When Dario Amodei and a group of former OpenAI researchers founded Anthropic in 2021, the company was one of many well-funded AI startups competing for attention. Today, it is valued at roughly $900 billion, a figure that places it among the most valuable private companies ever created. The New York Times this week published a detailed account of how that ascent happened, and the picture it paints is one of calculated positioning, aggressive fundraising, and a growing enterprise market hungry for AI tools.

A Funding Trajectory Unlike Almost Any Other

The numbers tell part of the story. Anthropic has pulled in commitments from some of the largest technology companies on the planet at a pace that would have seemed improbable just a few years ago. Google committed up to $40 billion to Anthropic in what became the largest AI investment on record, while Amazon followed with its own massive pledge. These were not passive bets. Both companies secured cloud computing agreements alongside their equity stakes, giving Anthropic the infrastructure to train and deploy increasingly capable models at scale.

Key Facts

  • Anthropic's current valuation stands at approximately $900 billion according to a pending funding round
  • The company was founded in 2021 by former OpenAI researchers, including CEO Dario Amodei
  • Major backers include Google and Amazon, each with multi-billion dollar commitments
  • Revenue has grown from negligible figures in 2022 to billions in annualized run rate by 2025
  • The Claude family of models powers a wide range of enterprise and consumer applications

Revenue growth has tracked closely with the funding. Anthropic's revenue run rate hit $47 billion in recent months, driven in significant part by Claude Code, a product aimed at software developers. That growth has validated the investment thesis for backers who were initially taking a long-term view on safety-focused AI research eventually finding commercial traction. The commercial traction arrived faster than many expected.

The speed of Anthropic's growth reflects both the appetite for enterprise AI tools and the company's ability to convert research credibility into product trust.The New York Times

Safety as Strategy, Not Just Mission

One thread running through the Times account is how Anthropic's public commitment to AI safety became a competitive differentiator rather than a constraint. Enterprise customers, particularly in regulated industries, found the company's emphasis on responsible development reassuring. That reputation helped open doors that pure performance benchmarks alone might not have unlocked. A $30 billion Series G round led by Sequoia further cemented the company's standing with institutional investors who had previously kept AI startups at arm's length.

The model portfolio has also expanded steadily. Claude's model family now covers a range of use cases, from lightweight API integrations to complex reasoning tasks that require the most capable versions. That breadth has allowed Anthropic to compete across market segments without relying on a single flagship product.

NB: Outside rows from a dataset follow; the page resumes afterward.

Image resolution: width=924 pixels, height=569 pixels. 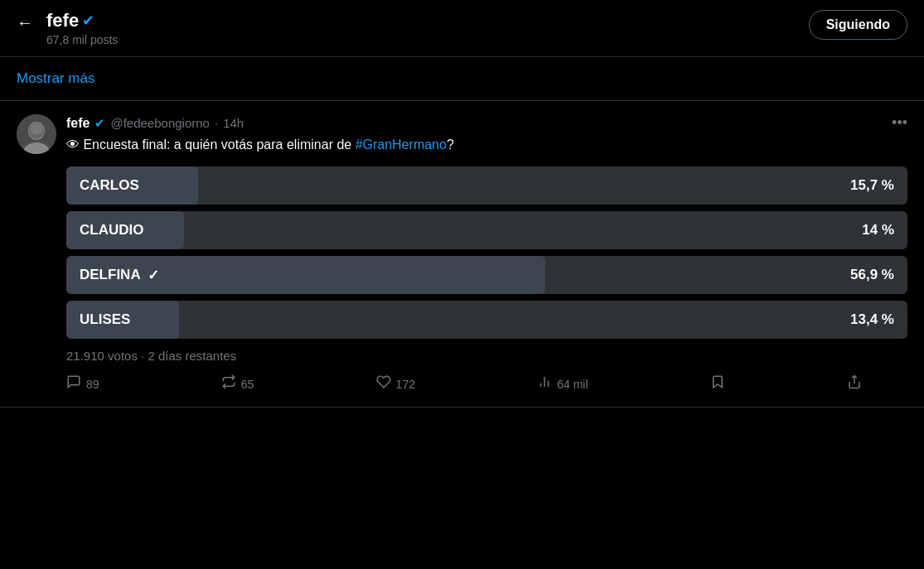 What do you see at coordinates (82, 40) in the screenshot?
I see `post-count: 67,8 mil posts` at bounding box center [82, 40].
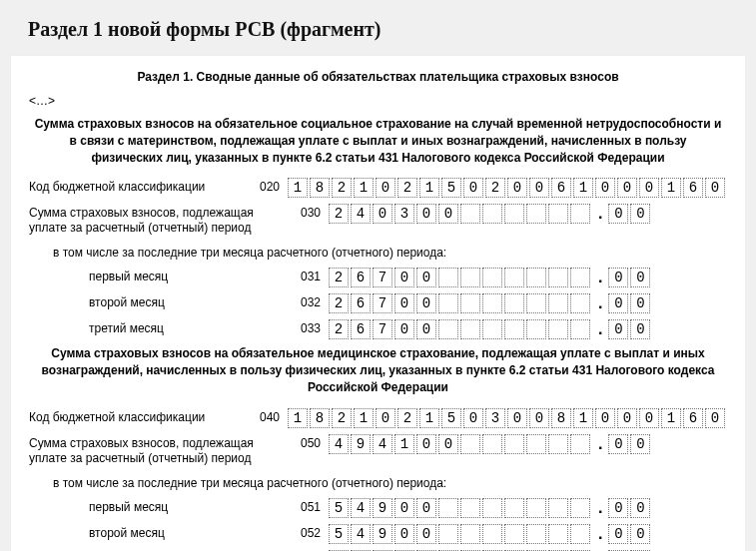 The height and width of the screenshot is (551, 756). What do you see at coordinates (164, 507) in the screenshot?
I see `label-m1-2: первый месяц` at bounding box center [164, 507].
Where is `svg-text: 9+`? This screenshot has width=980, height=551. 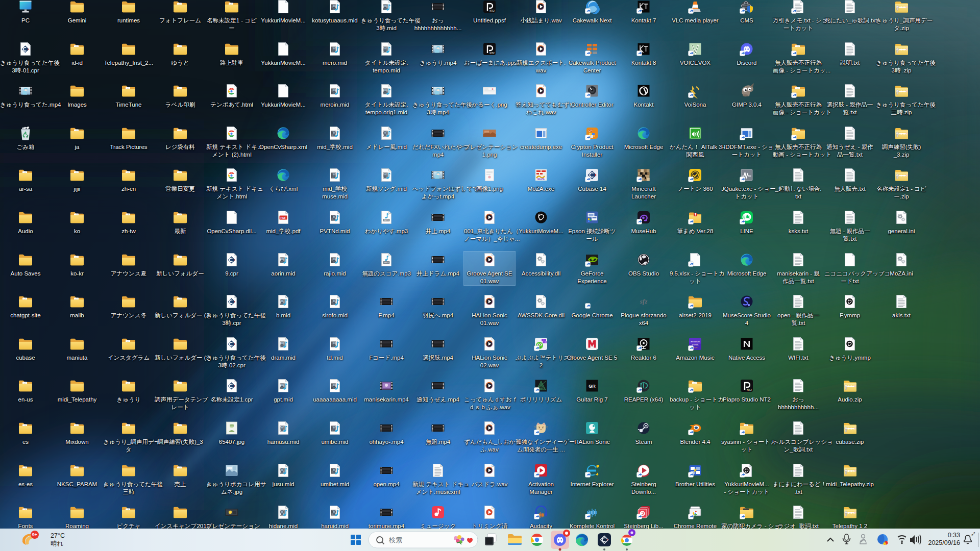
svg-text: 9+ is located at coordinates (35, 535).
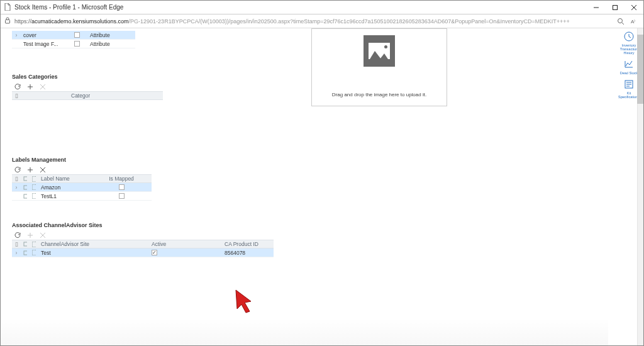 The image size is (644, 346). What do you see at coordinates (629, 73) in the screenshot?
I see `rail-label: Dead Stock` at bounding box center [629, 73].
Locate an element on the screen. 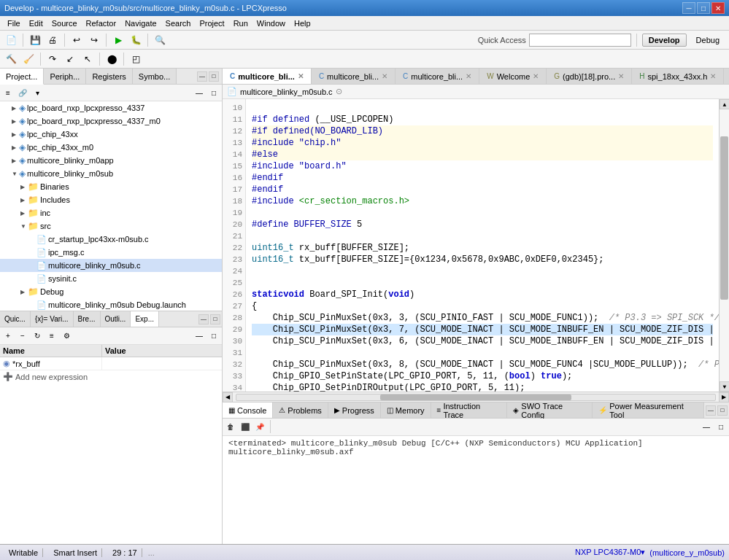  console-tab-memory: ◫Memory is located at coordinates (406, 410).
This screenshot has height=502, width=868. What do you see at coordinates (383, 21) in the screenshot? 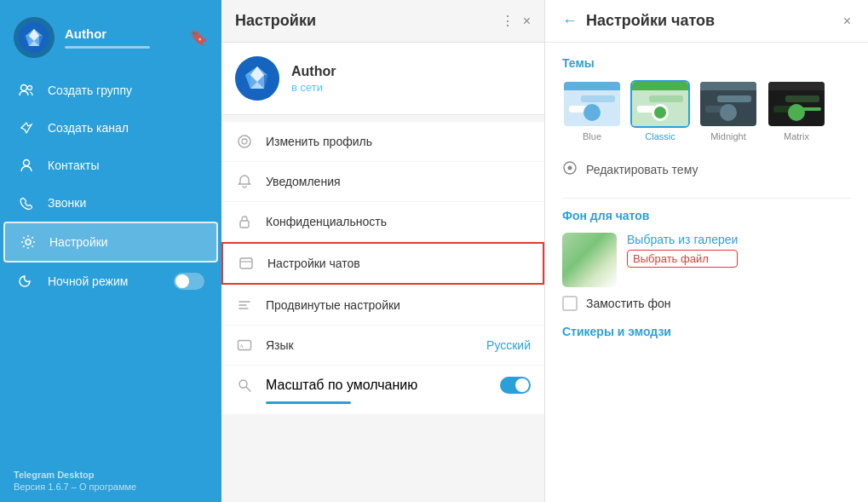
I see `settings-header: Настройки ⋮ ×` at bounding box center [383, 21].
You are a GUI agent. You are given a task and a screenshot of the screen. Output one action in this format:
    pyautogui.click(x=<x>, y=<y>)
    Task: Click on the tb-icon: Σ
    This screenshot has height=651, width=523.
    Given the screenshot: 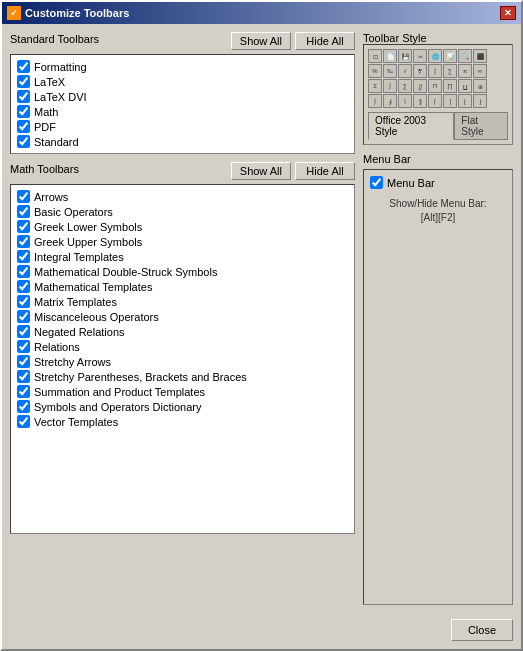 What is the action you would take?
    pyautogui.click(x=375, y=86)
    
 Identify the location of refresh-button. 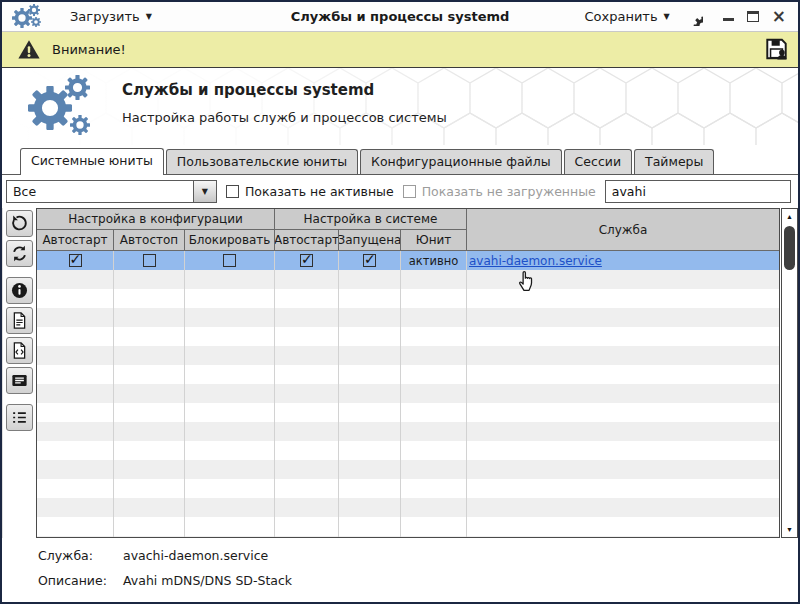
(20, 254).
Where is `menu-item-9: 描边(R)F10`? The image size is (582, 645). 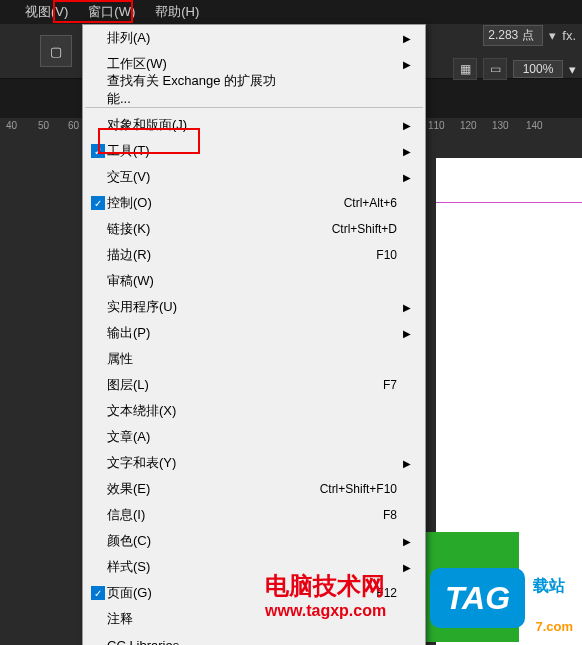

What the Times piece ultimately captures is a company that managed to be in the right place at the right moment while also making a series of deliberate choices about which customers to pursue, which partnerships to accept, and how to position its research credentials as a business asset. Whether a $900 billion valuation is justified by future cash flows is a question investors are actively debating. What is harder to dispute is that the pace of growth over the past three years has been without precedent in the AI industry.

For observers watching the broader competitive landscape, Anthropic's trajectory raises questions about how much further consolidation the market can absorb and whether the current pace of investment is sustainable. The answers will likely become clearer as the company moves toward a potential public offering that many expect within the next few years.